Opinion writer and editor Bari Weiss is out at The New York Times. The details of her departure are unclear, but in a resignation letter addressed to Times publisher A.G. Sulzberger posted on her website Tuesday, Weiss describes an untenable work environment in which coworkers complain of her "writing about the Jews again" and editors discourage heterodox opinions.
I can't say whether Weiss depicts the Times newsroom fairly. Yet one broader point I know she gets right: Cancel culture is about the professional class. Cancellation is a class behavior that, by targeting employment and career aspirations, ultimately threatens ouster from what an older generation would call "polite society."
The class dynamic appears in Tuesday's column from Weiss's now-former colleague, Ross Douthat, an incisive "10 theses about cancel culture." As he notes in the first thesis, cancellation proper "refers to an attack on someone's employment and reputation," particularly if it comes "from within your professional community." The threat here is that you will no longer be able to work in your field of choice.

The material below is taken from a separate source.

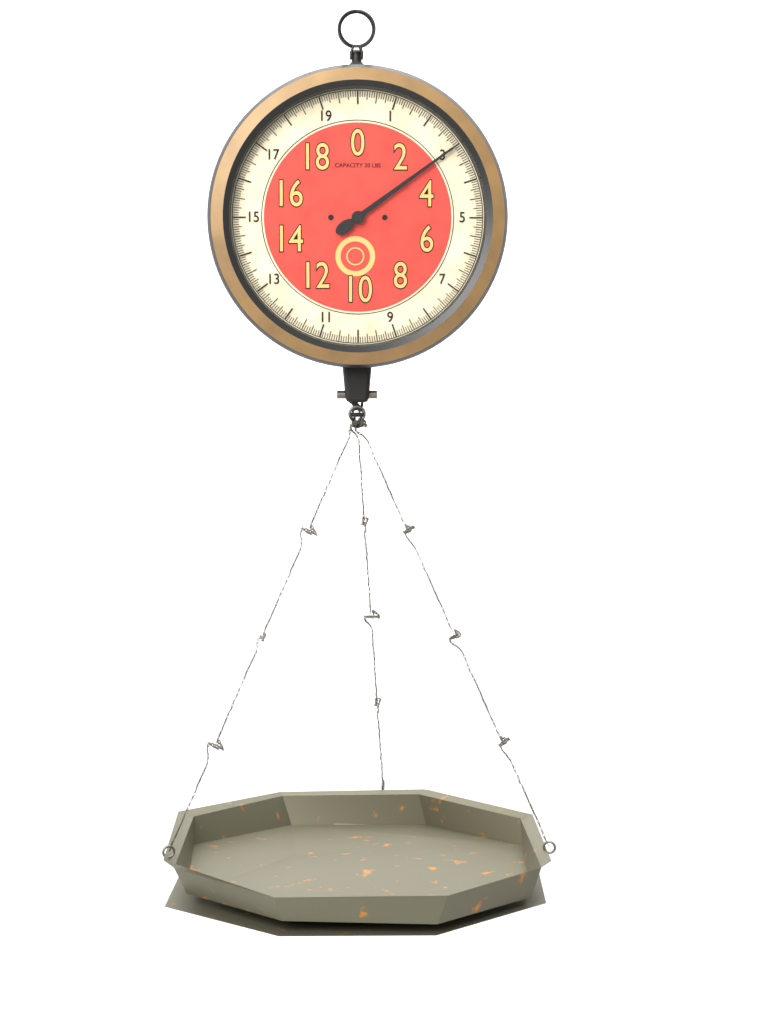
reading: 3.0000 lbs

The language here is revealing: "career," "professional community," "field of choice." We're talking about the professional-managerial class (PMC). This isn't the same as the middle class, which is a designation about income, wealth, and quality of life. The professional and middle classes overlap, but the PMC is more strictly white collar, consisting specifically of "college-educated professionals — especially lawyers, professors, journalists, and artists" as well as more prestigious medical workers, engineers, architects, teachers, mid- and upper-level managers, and the like. PMC members can have incomes below (e.g. a freelance writer) or above (e.g. a doctor) the middle class. Though not politically uniform — Weiss, Douthat, and I all fit the description — as a group the PMC leans progressive but not far-left; Hillary Clinton has strong PMC energy.
Psychologist John Ehrenreich and Nickel and Dimed author Barbara Ehrenreich, who coined the term, estimate the professional-managerial class to be about one third of the country. It is unusual among classes, observes Amber A'Lee Frost at American Affairs, in that members must "earn [their] status through educational credentialing, qualifying employment, and professional achievement."

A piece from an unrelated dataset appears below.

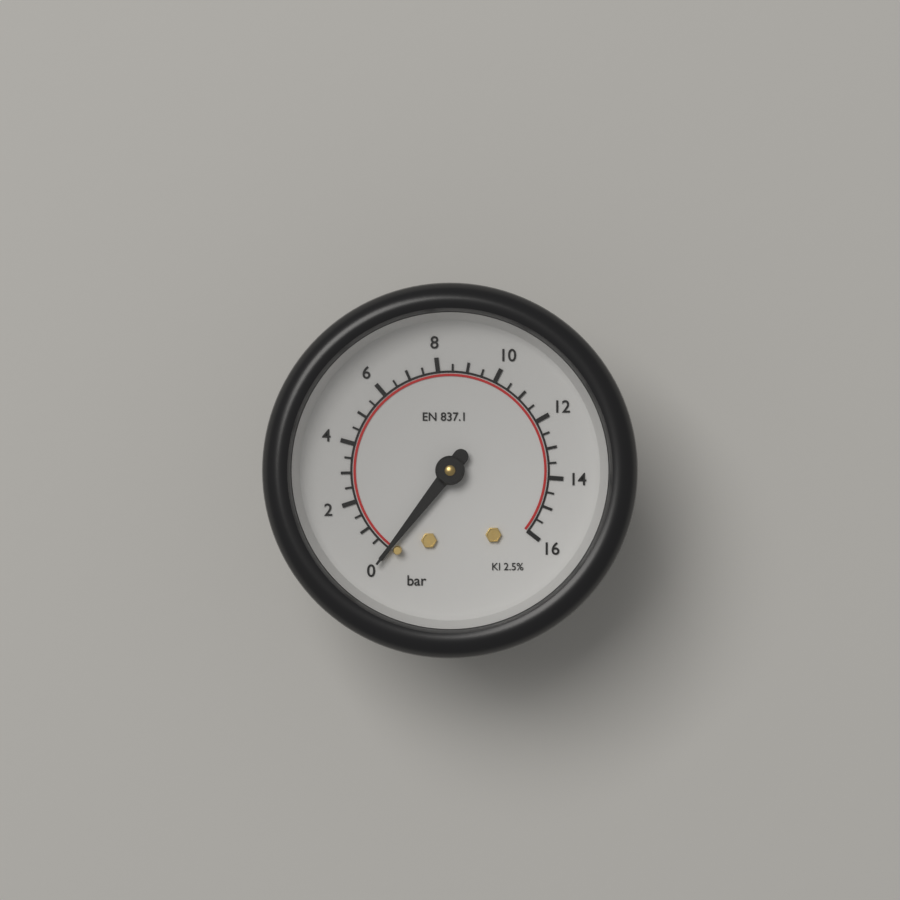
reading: 0.0 bar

And if class membership is earned, it can be taken away. That is why, as Douthat writes in his seventh thesis, the threat of cancel culture "is most effective against people who are still rising in their fields." It is also why, as he says in the sixth thesis, with a certain degree of wealth, professional establishment, and/or fame, "the bar for actual cancellation is quite high." Author J.K. Rowling is presently the subject of intense and sustained criticism because of her views on transgenderism. But Rowling will not be canceled for what she's said so far. She'll have no trouble getting her next book contract. She has, crudely put, "'f--k you' money" and fans to spare. For people in her elite sphere, such resilience isn't infinite. Cancellation is possible, but it requires a graver offense, perhaps even criminal allegations.
The threat of cancellation recedes at the other end of the wealth spectrum, too, among the working and lower classes. Again, cancellation is not impossible here, but you are comparatively unlikely to lose a working-class or minimum wage job via cancellation. I don't expect many McDonald's managers do social media deep dives on applicants to run the grill. Does anyone really care about their plumber's politics?
But those in the professional-managerial class can expect their name to be googled in every job application. As Douthat muses, "under the rule of the internet there's no leaving the village: Everywhere is the same place, and so is every time." Once PMC members have been canceled, it sticks. Will the woman in the Washington Post Halloween party story, a graphic designer, ever work in her chosen field again? After the video of Amy Cooper, dubbed the "Central Park Karen," went viral, Forbes published an analysis of "three things [she] did to damage her reputation and career." Will she ever find another investment job? Or what about this museum curator who resigned after being accused of "toxic white supremacist beliefs" for saying his museum would not categorically exclude white artists? Will another museum take a chance on him? These are truly open questions. Who would risk hiring these people if they can instead select an equally qualified candidate without national or industry infamy?
Justine Sacco, whose "AIDs" tweet occasioned a prototypical cancellation, was eventually hired back at the firm that fired her — but she also spent multiple years on reputation rehabilitation, including sympathetic features in a book and a TED Talk on public shaming.
Others, who are not PR executives like Sacco, may not be able to do the same. Their careers won't make a comeback. Unless they have family to support them or enough wealth to coast to the grave, they'll be pushed out of the professional class and into the type of work where the manager doesn't google you. "I don't want people like that to keep getting jobs" that let them achieve PMC membership, a teenager told the Times in defense of call-out accounts which seek to end allegedly racist peers' careers before they begin.
This is why cancel culture is so effective. This is why it frightens people in what is self-evidently not a "classless society." The threat of cancellation isn't merely intense public shame, though that too is significant. The threat is class expulsion couched within and magnified by our national mythos of self-advancement — that is, the American dream. It is a threat of being stripped, for the choice of a day or moment, of the class status you've ordered so much of your life to attain.
Cancellation is a white-collar phenomenon, and its threat is tearing away your white collar for good.